Today I wrote the hardest section of the book. Tomorrow I will also write the hardest section of the book. And the day after that, and the day after that, and every day thereafter. The book is hard and terrifying: how do I write about what happened, after everything that has happened? Writing about family is so much, all the time, because on some level, you are still living it, in there, in the book, making the words and putting the sections together; these are real people and they have thoughts and ideas and it’s hard to make sense of the shape of it all. I am just telling the story of what happened. Mostly the book is about me and my experiences; at Iowa, my professor said my schtick was “the world according to Emily.” I was offended at the time. She’s not wrong. I can’t talk specifics; I’m in too deep, and also my mother subscribes to this newsletter. Hi mom!
A couple weeks ago I asked my agent if I could maybe try to get a little more time to finish the book. I think this may be possible. Books get pushed out all the time; I know what I’m asking is not unrealistic, but it’s still not guaranteed. It’s still theoretically possible that I might be able to finish on my original deadline, but I would love to have more time, to make the book better, or at least more finished. To wrap my arms around the story I need to tell.
I wrote that a few days ago. Long story short, I’m getting an extension. As I keep telling everyone I know, I need more time to be sad about this book. It’s pretty intense.
I am trying, too, to keep moving. I am gutted by what is happening in Gaza and Israel right now. I am someone who is Jewish and whose ancestors were stripped of their citizenship, or never awarded citizenship, and so they had to leave, mostly at the end of the 19th century. In particular, my grandfather’s family is originally from Bessarabia, we think, a country that no longer exists, now parts of Ukraine, Moldova, and Romania. For many years, in order to be considered Romanian, and get citizenship, you had to be Catholic. Out of the Romanian Jews who were not murdered in pogroms, or who didn’t flee to the US, or who weren’t murdered in the Holocaust, or after, in the Soviet years, many now live in Israel. The current situation is complicated and horrible. I think Palestinians and Israelis almost entirely do not represent their governments and need places to live and to not be oppressed or kidnapped or murdered or bombed into oblivion. I am against murdering, particularly when it comes to civilians. I feel like this is a low bar but some people do not. I am worried about a rise in antisemitism and Islamophobia. Mostly I am sad and angry. I try to limit my exposure to the internet, but of course I can’t do that either. There is so much misinformation and disinformation out there.
In ceramics news, the super thixotropic clay I ordered came in, and I’ve picked it up and started working with it. It is fun to work with, though exceptionally sticky. This is the clay I’m mixing 50/50 with another cone 6 porcelain so as to try to make translucent things in my electric kiln. In moving from a cone 10 gas kiln to a cone 6 electric, the transition has been rough. I love and miss the colors and translucency I can get in the gas kiln. In picking up a piece and examining it, I can immediately tell if it’s been made in a gas kiln vs an electric kiln. It doesn’t feel the same, or wear the same, because the chemical process used to make it into a glazed, finished piece was different. I’m trying to blur that boundary in using these clays. Making test pieces. Making new pieces. Firing some strange experiments. Weird glazes that feel like gas glazes but fired electric. Some colored and stained clays too.
I still hope to fire work in my old electric kiln if I can convert it to propane, maybe at cone 6 so it uses less energy and takes less time to get to the right temperature. It can be difficult to get a reduction atmosphere in that kind of kiln conversion—because you have to make the chamber so that it’s deprived of oxygen during a specific point in the firing process, and there can be cold spots or spots that don’t get reduced properly. Propane burns marginally hotter than natural gas, and so you have to account for that too. Electric kilns weren’t originally made to be airtight, so there’s some remodeling (read: high temperature cement) required. I would need to build a chimney and a damper, and figure out a way to decrease smoke during reduction, so as not to alarm my neighbors. But I have some ideas, and with a little physics and a digital pyrometer, and maybe a couple of small venturi burners, we’ll see what shakes out.
But mostly I am writing my book, and it’s horrible and hard, and I wish it wasn’t, but I’m doing it anyway.
I’m really glad you asked for and received the extension! And also what you said about the horrible stuff happening in the world right now- thank you. It’s how I feel too. And it’s complicated and traumatic and my heart breaks for every soul.
I had a year long break from working on my book (experimental memoir), part of the time it was out lookng for a home, part of the time was being in the middle of everything changing. I'm now working on the new part 4 to the book. The time and space from both the writing and the time I was writing about helped. But the part I'm working on now runs through the beginning of October. Of this year. Pacing is hard. Sometimes life is very hard. I, too, am glad you asked for and got an extension.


Excluding any images, copy all of the lines below precisely as written.

● Page and application data records:

*** Block opens ***

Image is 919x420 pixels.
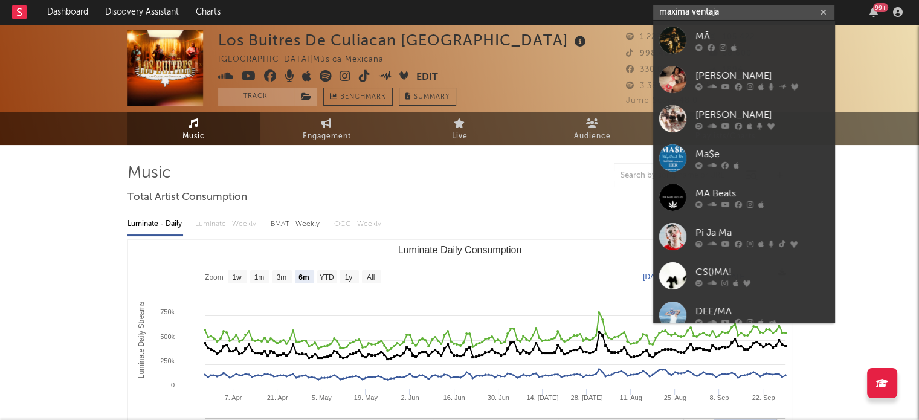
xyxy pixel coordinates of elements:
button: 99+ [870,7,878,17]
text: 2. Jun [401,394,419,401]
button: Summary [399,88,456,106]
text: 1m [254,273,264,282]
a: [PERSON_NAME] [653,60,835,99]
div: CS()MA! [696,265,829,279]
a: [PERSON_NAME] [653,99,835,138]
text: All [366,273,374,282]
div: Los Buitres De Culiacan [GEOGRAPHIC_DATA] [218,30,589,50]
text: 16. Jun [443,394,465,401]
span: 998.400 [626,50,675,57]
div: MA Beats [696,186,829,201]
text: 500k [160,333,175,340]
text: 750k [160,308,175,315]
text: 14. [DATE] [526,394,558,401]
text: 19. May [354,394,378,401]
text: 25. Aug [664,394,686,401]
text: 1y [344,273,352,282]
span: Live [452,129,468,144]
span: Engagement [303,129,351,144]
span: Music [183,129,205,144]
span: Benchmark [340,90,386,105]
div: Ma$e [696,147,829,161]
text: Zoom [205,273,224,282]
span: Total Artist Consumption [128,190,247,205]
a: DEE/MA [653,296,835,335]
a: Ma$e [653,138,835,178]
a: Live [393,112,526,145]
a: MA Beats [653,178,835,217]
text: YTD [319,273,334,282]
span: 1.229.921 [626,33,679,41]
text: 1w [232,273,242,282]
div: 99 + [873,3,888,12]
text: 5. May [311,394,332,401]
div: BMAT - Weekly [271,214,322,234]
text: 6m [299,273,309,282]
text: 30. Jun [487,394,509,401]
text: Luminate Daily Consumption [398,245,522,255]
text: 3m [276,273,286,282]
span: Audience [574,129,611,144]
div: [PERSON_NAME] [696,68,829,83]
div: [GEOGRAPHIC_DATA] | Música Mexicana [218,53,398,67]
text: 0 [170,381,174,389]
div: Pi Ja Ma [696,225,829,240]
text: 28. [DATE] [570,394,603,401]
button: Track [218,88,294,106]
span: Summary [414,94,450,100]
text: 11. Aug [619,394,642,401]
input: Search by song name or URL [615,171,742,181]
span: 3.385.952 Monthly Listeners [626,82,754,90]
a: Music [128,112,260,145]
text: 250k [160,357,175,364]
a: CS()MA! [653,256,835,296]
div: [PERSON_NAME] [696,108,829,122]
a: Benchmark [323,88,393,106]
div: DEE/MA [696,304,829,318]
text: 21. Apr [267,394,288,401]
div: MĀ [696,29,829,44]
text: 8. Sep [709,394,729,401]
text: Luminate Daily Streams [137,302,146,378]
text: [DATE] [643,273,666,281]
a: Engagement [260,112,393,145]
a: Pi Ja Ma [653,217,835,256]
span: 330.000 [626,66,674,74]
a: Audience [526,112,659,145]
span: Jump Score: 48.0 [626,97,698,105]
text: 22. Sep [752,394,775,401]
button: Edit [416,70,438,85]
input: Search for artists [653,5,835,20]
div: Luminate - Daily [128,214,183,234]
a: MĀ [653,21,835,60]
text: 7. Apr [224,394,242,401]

*** Block closes ***

● Final answer:
Image is 919x420 pixels.
xyxy pixel coordinates of elements:
button: 99+ [870,7,878,17]
text: 2. Jun [401,394,419,401]
button: Summary [399,88,456,106]
text: 1m [254,273,264,282]
a: [PERSON_NAME] [653,60,835,99]
div: CS()MA! [696,265,829,279]
a: [PERSON_NAME] [653,99,835,138]
text: All [366,273,374,282]
div: Los Buitres De Culiacan [GEOGRAPHIC_DATA] [218,30,589,50]
text: 16. Jun [443,394,465,401]
span: 998.400 [626,50,675,57]
div: MA Beats [696,186,829,201]
text: 500k [160,333,175,340]
text: 750k [160,308,175,315]
text: 14. [DATE] [526,394,558,401]
text: 19. May [354,394,378,401]
text: 25. Aug [664,394,686,401]
text: 1y [344,273,352,282]
span: Live [452,129,468,144]
span: Engagement [303,129,351,144]
span: Music [183,129,205,144]
span: Benchmark [340,90,386,105]
div: Ma$e [696,147,829,161]
text: Zoom [205,273,224,282]
span: Total Artist Consumption [128,190,247,205]
a: DEE/MA [653,296,835,335]
a: Ma$e [653,138,835,178]
a: Live [393,112,526,145]
a: MA Beats [653,178,835,217]
text: YTD [319,273,334,282]
span: 1.229.921 [626,33,679,41]
text: 1w [232,273,242,282]
div: 99 + [873,3,888,12]
text: 5. May [311,394,332,401]
div: BMAT - Weekly [271,214,322,234]
text: 6m [299,273,309,282]
text: 30. Jun [487,394,509,401]
text: Luminate Daily Consumption [398,245,522,255]
text: 3m [276,273,286,282]
span: Audience [574,129,611,144]
div: [PERSON_NAME] [696,68,829,83]
div: [GEOGRAPHIC_DATA] | Música Mexicana [218,53,398,67]
text: 0 [170,381,174,389]
div: Pi Ja Ma [696,225,829,240]
text: 28. [DATE] [570,394,603,401]
button: Track [218,88,294,106]
span: Summary [414,94,450,100]
text: 11. Aug [619,394,642,401]
input: Search by song name or URL [615,171,742,181]
span: 3.385.952 Monthly Listeners [626,82,754,90]
a: Music [128,112,260,145]
text: 250k [160,357,175,364]
a: CS()MA! [653,256,835,296]
div: [PERSON_NAME] [696,108,829,122]
a: Benchmark [323,88,393,106]
div: DEE/MA [696,304,829,318]
text: 21. Apr [267,394,288,401]
div: MĀ [696,29,829,44]
text: 8. Sep [709,394,729,401]
text: Luminate Daily Streams [137,302,146,378]
text: [DATE] [643,273,666,281]
a: Engagement [260,112,393,145]
a: Pi Ja Ma [653,217,835,256]
span: 330.000 [626,66,674,74]
a: Audience [526,112,659,145]
span: Jump Score: 48.0 [626,97,698,105]
text: 22. Sep [752,394,775,401]
button: Edit [416,70,438,85]
input: Search for artists [653,5,835,20]
div: Luminate - Daily [128,214,183,234]
a: MĀ [653,21,835,60]
text: 7. Apr [224,394,242,401]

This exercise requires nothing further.